Tuesday, May 09, 2006

 

Finding meaning in the public sphere, despite one’s intuition

I’m a fourth of the way through Madness and Modernism, by Louis Sass. Sass’s thesis is that schizophrenia can be seen as a somewhat logical extension of 20th century social and artistic trends.

On p. 100, he quotes French philosopher Nathalie Sarraute (1900-1999), who I had never heard of, in the following: “Sarraute … is a harsh critic of conformity to the ‘impurities’ of social convention and tradition. She associates such conformism with a focus, in novel writing, on ‘literary types’ and on ‘tiresome descriptions’ of public events, which she dismisses as ‘but large empty carcasses’ when set beside the ‘wealth and complexity’ of the inner life.”

This attitude strikes me as intuitively appealing and highly undesirable. Value is among the trickiest of mental phenomena. A few of our values (e.g. food, company) are inborn, but most of them have to be learned, if not deduced. Having evolved in tribal situations, our brains are in particular unlikely to correctly valuate, based only on immediate stimuli and impressions, events from the unbelieveably huge “public sphere” of modern Earth. (I mean, when you were a kid, did you enjoy watching the evening news?)

I agree that public events can fell pretty lame. And sure, some of the blame can usually be placed on an event’s planners. But just as much responsibility lies with the audience. We can’t rely on any neurologically pre-coded value to fire in the course of such events. The challenge we face is to actively find and experience meaning in the public sphere, however unnatural it may be.


Comments: Post a Comment

<< Home

This page is powered by Blogger. Isn't yours?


§ **Goal of the exercise**: Leave out all pictures. Extract exactly the lines from the one containing "has width=841, height=402." through the end of the data.
Material provided section start
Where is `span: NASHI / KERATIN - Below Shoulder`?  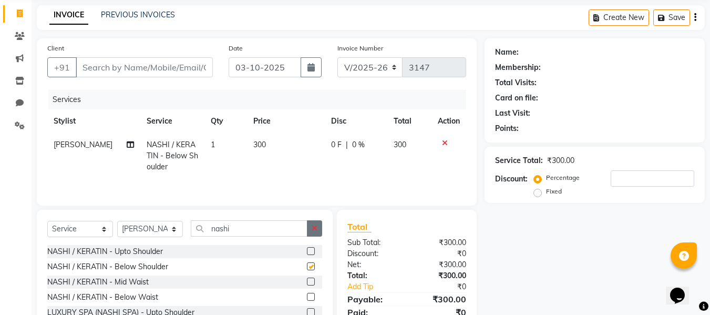 span: NASHI / KERATIN - Below Shoulder is located at coordinates (172, 156).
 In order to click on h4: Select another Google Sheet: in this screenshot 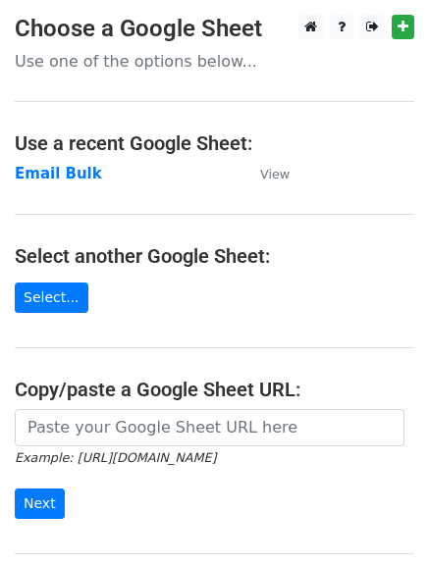, I will do `click(214, 256)`.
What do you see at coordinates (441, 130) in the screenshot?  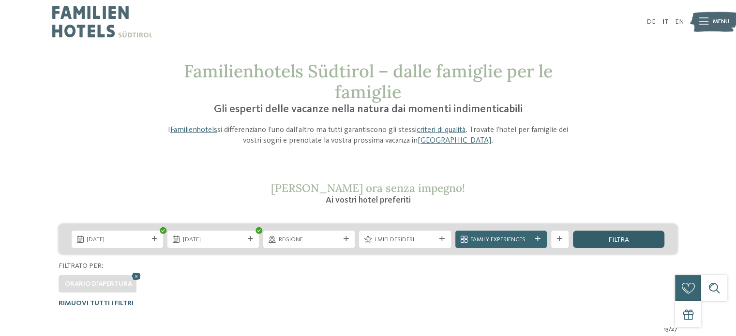 I see `a: criteri di qualità` at bounding box center [441, 130].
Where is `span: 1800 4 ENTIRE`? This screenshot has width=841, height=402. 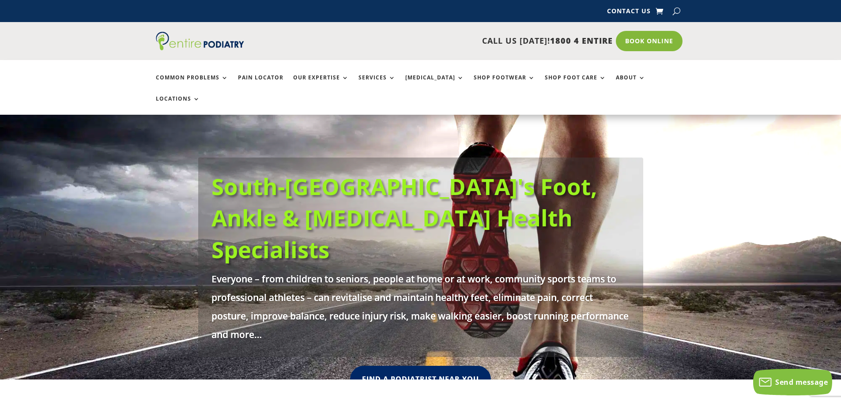
span: 1800 4 ENTIRE is located at coordinates (581, 41).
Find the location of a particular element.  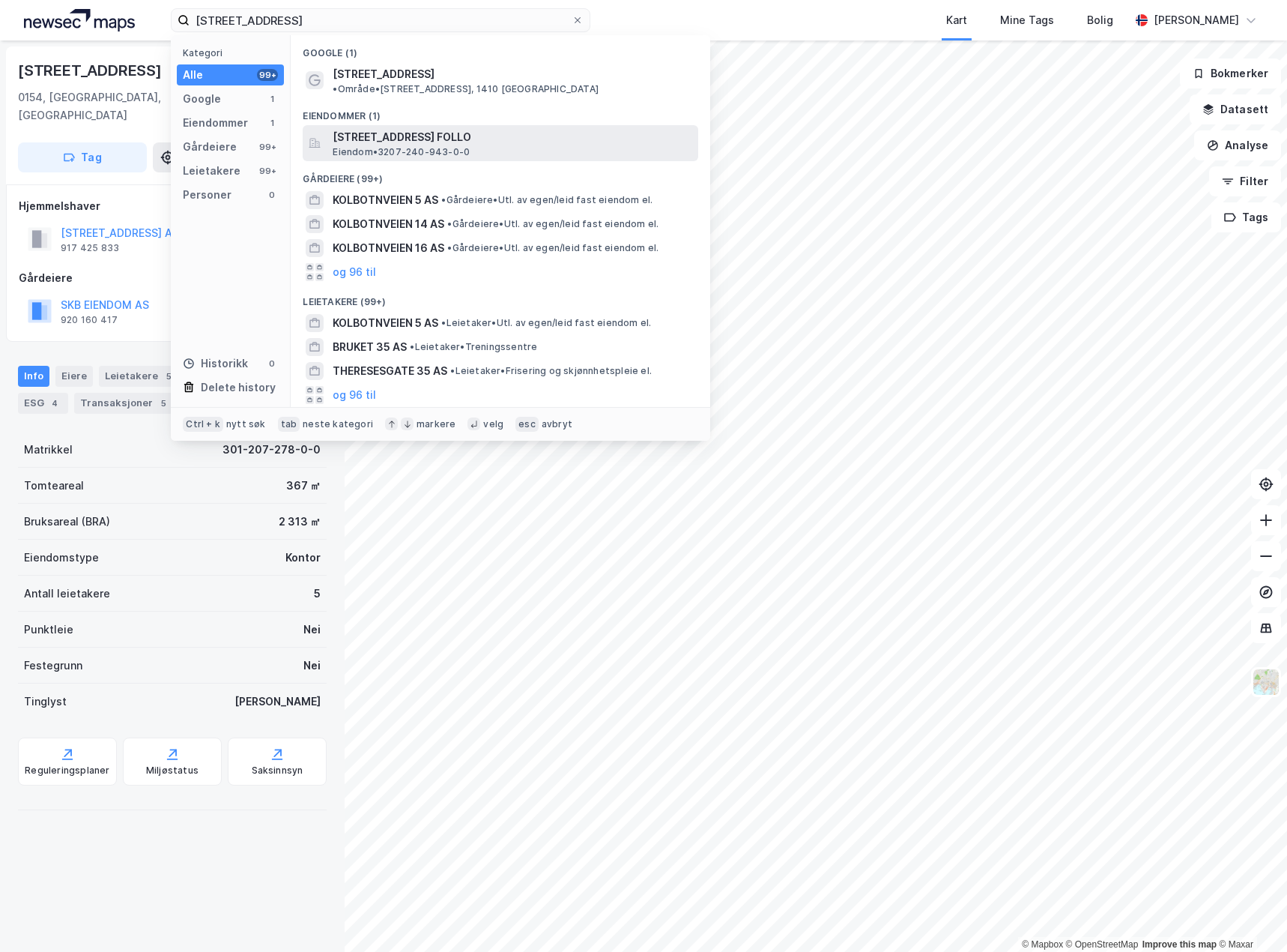

div: Bruksareal (BRA) is located at coordinates (67, 522).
Material provided section end
§ **Task solution**:
Where is `span: 1800 4 ENTIRE`? This screenshot has width=841, height=402. 
span: 1800 4 ENTIRE is located at coordinates (581, 41).
Find the location of a particular element.  

div: Bruksareal (BRA) is located at coordinates (67, 522).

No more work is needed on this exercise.